Oh, hell no. Jesus. What the hell do I do now?

Fortunately, Mia comes over. “Roxanne,” she says, guiding her off the couch like she's an eighty-year-old woman, “we'll try again a little later, okay? Nothing to worry about. Everyone gets nervous.”

I shake my head. Somebody ought to just tell her. She's in the wrong line of work.

After Roxanne comes Sheila, who manages to read her lines, but with a lisp. Cute, in all honesty, but cute like a three-year-old. Then comes Amanda, a brunette knockout. Her breath smells like onions and garlic. And corpse. I almost puke when she leans in and speaks her lines. Then comes Molly, who has no visible afflictions. She's decent, in fact, but has no spark. No soul. No . . . ​style.
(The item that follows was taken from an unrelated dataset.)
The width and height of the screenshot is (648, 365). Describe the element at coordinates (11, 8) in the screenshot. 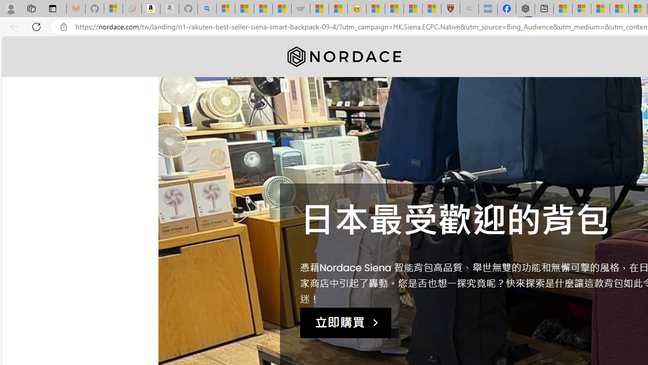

Two hours pass this way. I'm sweating under these lights, and I'm getting more tired by the second. I ask for breaks. Brooks, Adam, and Mia take turns shooting me down. This couch is my prison.

I learned the lines the first time I read them, so I make a few paper airplanes out of the script pages and try to peg Adam with them. That gets boring. So I make up a song and call it “Emma-Love.” It's decent. People clap when I finish singing it.

Then I hit a wall. My hangover shows up and it's rude. It has a bad attitude, my hangover. By lunchtime, I feel like I'm dying. I get half an hour to raid the craft services table, then I'm back on. My energy's completely gone, so I start napping on the couch during the three-to-five-minute intervals between reads.

The p.m. hours drag past, even slower than morning. This was never fun, but now it's torture. My band's practicing tonight. I tell Adam I need to be there. That I won't miss it. But around six o'clock, I'm still saying that I fucking love Emma and always fucking have.

“I'm done, Adam,” I say, after the thirtieth girl who looks the same and sounds the same. I lie back on the couch, closing my eyes.